Manifesto of the Blank Page
“I do not open the program in order to ask the machine what it should invent for me.
I open it as one opens a window before first light — into the silence where nothing yet exists except my gaze.”
I. The Act of Birth
Before the first click, no ready-made world exists.
There is only the author and the concept, which did not come from an algorithm and did not fall out of statistics.
The source of the work resides in the human being:
in a thought that has no code;
in a photograph taken by one’s own hands;
in a drawing found within oneself;
in the lines of a book or a poem, where plot, image, and movement are already present.
This is not a database. It is the author’s inner world, in which the invisible acquires direction, form, and meaning.
It is the author who determines what the future frame must be: by feeling, by light, by rhythm, by an inner knowledge of form.
It is here that the work begins — not in the machine, not in the program, not in an automatic process,
but in the human intention to create an image out of nothing.
II. Digital Alchemy
Tools change, but the essence of creative work remains the same.
Just as fifteen or twenty years ago the author worked on an image layer by layer,
today the author works with time, movement, editing, transformation, color, and sound.
The author creates short fragments — from two seconds to thirty.
The author builds the micro-dramaturgy of the frame.
The author connects, slows down, transforms, refines, and assembles the work from many precise artistic decisions.
Four, five, or more programs may be used to create a single work. One is responsible for line,
another for movement, a third for editing, a fourth for color, a fifth for sound.
But a multitude of tools does not mean a multitude of authors.
An artist may have many brushes.
A director may have several cameras.
The author of an audiovisual work may have several digital environments.
However, authorship is not distributed among tools. It belongs to the one who creates the concept,
makes decisions, preserves the integrity of the form, and bears responsibility for the final result of the work.
III. The Boundary of Humanity
No program knows where silence must begin.
No machine feels what kind of light memory needs, and what kind loss requires.
No system lives through the plot from within.
It does not know why a frame must last three seconds rather than four.
It does not experience the image and does not bear artistic necessity.
A program may accelerate the process.
It may expand technical possibilities.
It may participate in the production chain.
But it does not replace the act of the birth of meaning.
Authorship is determined not by the name of the program, but by the origin of the form.
It is not the interface that creates the work, but the human concept, taste, will, intonation, sense of rhythm, and consistent artistic labor.
IV. Rejection of Substitution
We reject the logic according to which digital complexity diminishes the human contribution.
We reject the substitution by which the use of several programs becomes a reason to doubt authorship.
We reject the notion that the modern method of creating an audiovisual work abolishes the creator.
On the contrary: the more stages a work passes through — from the first spark to the final cut — the clearer the scale of the author’s labor becomes.
A film does not arise by itself.
A plot does not sustain itself.
Meaning does not edit itself.
An image does not assemble itself.
Behind each of these actions stands a human being: their memory, their intuition, their choice,
their talent, and their ability to translate inner vision into a completed artistic form.
V. The Right of the Author
At the beginning, there still stands a human being before a blank page.
And it is precisely in this first emptiness that everything is decided.
The author is the one who begins from nothing.
Who extracts the image not from an automatic coincidence, but from inner necessity.
Who translates the invisible into the visible.
Who leads the work through all stages of creation and shapes its final form.
As long as the source of the work resides in the author’s mind — in their thought, memory,
pain, text, plot, intonation, and decision — authorship belongs to them.
No machine can take away from a human being the right to that which began within them.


* **EXERCISE GOAL**: For the entries below, report every line that includes the word "Organization".

═══ TASK INPUT ═══

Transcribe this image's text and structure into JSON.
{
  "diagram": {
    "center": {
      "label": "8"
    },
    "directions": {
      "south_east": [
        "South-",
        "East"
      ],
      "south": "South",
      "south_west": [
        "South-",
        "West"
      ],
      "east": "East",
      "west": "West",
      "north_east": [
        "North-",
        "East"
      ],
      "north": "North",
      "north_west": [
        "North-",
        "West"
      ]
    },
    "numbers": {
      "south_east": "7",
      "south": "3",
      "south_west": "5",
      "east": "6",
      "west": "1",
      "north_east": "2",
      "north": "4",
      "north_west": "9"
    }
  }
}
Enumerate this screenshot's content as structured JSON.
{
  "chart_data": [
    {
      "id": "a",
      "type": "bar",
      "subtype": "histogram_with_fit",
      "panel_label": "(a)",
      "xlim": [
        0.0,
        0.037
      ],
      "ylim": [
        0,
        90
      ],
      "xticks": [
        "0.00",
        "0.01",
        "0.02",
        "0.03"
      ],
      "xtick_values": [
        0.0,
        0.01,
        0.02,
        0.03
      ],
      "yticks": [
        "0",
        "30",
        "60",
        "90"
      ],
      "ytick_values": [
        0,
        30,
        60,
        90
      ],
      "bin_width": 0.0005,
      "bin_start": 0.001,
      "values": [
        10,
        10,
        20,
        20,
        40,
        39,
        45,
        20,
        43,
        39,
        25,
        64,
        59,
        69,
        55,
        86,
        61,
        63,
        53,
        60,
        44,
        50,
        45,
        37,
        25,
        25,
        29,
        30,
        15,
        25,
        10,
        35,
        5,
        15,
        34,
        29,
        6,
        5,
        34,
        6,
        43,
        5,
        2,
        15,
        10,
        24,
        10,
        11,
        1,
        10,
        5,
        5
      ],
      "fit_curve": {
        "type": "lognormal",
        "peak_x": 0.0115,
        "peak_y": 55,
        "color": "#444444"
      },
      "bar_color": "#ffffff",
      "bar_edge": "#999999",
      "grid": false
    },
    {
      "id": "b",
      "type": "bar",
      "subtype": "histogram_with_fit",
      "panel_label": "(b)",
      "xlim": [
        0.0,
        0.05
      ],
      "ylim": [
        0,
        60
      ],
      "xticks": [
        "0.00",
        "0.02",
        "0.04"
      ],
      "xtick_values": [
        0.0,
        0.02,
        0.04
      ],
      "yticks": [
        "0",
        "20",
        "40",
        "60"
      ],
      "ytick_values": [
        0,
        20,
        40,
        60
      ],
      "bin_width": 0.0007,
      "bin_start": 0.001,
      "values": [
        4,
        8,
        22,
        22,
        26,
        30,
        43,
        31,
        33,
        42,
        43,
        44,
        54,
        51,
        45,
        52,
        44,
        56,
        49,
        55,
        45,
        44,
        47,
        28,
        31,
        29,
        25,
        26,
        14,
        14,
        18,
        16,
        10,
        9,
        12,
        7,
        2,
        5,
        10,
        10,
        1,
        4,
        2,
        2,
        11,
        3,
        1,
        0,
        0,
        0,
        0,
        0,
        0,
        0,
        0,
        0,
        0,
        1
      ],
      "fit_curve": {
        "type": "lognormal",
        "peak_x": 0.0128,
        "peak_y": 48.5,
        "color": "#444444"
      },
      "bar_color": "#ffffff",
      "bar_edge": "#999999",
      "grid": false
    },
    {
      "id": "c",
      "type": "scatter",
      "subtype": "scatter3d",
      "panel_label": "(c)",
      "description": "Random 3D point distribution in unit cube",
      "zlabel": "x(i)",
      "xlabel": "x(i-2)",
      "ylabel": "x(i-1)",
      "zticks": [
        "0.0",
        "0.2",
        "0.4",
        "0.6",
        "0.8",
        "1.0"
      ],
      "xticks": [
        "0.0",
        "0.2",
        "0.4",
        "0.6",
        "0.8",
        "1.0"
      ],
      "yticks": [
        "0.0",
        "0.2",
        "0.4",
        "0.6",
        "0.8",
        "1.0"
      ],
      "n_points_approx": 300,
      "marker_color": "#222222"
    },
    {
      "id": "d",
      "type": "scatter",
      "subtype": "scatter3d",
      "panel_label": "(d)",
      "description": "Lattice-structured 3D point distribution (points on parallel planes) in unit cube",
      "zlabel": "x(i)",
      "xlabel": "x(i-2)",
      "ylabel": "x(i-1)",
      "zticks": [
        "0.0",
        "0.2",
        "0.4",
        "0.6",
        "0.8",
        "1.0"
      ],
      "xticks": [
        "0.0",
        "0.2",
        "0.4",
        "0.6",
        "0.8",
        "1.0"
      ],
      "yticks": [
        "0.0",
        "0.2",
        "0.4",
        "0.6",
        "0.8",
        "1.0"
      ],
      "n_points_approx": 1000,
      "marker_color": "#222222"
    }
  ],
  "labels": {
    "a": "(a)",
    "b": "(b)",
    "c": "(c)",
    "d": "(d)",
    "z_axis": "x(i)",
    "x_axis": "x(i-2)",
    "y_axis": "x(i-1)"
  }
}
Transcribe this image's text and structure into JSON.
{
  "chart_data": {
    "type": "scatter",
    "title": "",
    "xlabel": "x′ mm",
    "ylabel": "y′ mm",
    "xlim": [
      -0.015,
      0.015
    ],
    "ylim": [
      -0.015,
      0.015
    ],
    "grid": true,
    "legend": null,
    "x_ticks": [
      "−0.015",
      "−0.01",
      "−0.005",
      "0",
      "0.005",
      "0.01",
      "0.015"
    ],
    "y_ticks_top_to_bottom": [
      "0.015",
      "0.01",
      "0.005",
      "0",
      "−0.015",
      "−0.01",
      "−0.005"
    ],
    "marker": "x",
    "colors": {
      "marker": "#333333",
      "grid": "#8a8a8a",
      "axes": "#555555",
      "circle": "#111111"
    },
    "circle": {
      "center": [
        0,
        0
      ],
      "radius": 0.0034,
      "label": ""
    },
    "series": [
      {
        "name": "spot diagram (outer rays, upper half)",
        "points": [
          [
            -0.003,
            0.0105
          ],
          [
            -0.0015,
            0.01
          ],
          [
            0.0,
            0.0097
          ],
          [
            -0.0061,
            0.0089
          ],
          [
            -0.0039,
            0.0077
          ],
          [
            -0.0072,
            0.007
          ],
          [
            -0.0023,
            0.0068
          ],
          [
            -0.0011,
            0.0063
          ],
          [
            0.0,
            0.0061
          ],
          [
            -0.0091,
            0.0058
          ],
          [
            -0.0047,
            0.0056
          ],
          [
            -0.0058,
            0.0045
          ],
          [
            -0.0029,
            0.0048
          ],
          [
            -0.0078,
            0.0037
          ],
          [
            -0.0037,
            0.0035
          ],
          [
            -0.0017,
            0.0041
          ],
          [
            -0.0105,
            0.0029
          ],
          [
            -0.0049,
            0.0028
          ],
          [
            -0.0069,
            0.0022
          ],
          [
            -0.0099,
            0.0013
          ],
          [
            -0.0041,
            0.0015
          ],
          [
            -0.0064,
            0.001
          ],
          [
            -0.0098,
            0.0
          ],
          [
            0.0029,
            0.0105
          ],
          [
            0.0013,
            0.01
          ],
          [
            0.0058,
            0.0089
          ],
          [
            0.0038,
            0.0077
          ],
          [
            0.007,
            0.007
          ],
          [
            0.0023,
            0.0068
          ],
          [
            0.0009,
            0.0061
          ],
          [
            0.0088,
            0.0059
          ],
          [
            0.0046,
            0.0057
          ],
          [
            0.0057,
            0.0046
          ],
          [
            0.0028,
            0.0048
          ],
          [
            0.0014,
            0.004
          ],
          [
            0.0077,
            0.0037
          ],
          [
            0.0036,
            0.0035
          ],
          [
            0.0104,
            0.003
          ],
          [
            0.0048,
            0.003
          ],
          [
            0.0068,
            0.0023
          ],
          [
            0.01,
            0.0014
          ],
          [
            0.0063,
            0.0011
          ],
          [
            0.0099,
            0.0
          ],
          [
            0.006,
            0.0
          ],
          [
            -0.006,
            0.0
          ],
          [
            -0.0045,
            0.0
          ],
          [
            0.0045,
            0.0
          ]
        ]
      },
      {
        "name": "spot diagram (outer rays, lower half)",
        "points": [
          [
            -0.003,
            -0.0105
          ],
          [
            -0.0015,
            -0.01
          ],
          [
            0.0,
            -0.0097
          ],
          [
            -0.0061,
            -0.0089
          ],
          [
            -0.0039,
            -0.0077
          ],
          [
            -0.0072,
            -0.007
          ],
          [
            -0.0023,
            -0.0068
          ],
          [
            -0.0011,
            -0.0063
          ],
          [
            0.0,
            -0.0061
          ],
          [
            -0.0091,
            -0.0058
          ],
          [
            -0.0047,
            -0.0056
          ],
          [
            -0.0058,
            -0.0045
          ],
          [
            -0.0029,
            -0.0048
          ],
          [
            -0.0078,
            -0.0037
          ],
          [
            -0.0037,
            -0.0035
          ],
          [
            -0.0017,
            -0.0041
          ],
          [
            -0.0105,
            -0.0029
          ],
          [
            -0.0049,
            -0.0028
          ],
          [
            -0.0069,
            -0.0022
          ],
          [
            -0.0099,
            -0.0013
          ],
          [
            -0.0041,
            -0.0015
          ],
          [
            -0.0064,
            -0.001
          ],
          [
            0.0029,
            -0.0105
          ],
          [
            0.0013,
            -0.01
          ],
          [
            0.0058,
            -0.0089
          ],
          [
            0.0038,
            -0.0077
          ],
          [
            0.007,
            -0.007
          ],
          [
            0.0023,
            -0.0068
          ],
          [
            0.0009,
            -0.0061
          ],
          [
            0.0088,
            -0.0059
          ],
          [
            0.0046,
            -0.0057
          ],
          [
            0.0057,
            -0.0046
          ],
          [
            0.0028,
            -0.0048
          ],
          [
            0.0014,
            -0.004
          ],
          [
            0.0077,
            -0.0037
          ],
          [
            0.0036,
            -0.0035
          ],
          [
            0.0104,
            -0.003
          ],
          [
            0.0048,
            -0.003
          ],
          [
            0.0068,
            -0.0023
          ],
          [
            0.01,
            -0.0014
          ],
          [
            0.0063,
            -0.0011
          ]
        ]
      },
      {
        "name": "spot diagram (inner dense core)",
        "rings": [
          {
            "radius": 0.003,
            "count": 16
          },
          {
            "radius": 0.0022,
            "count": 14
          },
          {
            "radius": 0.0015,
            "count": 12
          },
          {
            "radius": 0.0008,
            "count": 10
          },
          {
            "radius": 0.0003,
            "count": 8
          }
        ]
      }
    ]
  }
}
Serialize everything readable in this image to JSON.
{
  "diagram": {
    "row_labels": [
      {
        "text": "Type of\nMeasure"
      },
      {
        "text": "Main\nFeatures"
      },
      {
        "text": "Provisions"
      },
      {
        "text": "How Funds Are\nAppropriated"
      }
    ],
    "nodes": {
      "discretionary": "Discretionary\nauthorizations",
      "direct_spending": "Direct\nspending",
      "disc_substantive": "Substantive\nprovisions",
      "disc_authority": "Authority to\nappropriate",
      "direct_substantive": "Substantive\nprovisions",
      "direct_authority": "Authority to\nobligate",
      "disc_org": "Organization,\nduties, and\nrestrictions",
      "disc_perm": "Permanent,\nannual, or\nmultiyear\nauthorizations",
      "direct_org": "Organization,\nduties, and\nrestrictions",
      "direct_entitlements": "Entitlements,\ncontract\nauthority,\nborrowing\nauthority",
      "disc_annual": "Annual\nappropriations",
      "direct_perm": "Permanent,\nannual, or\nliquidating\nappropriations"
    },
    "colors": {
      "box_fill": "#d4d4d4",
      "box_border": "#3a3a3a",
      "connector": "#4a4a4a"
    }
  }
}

═══

* **ANSWER**:
      "disc_org": "Organization,\nduties, and\nrestrictions",
      "direct_org": "Organization,\nduties, and\nrestrictions",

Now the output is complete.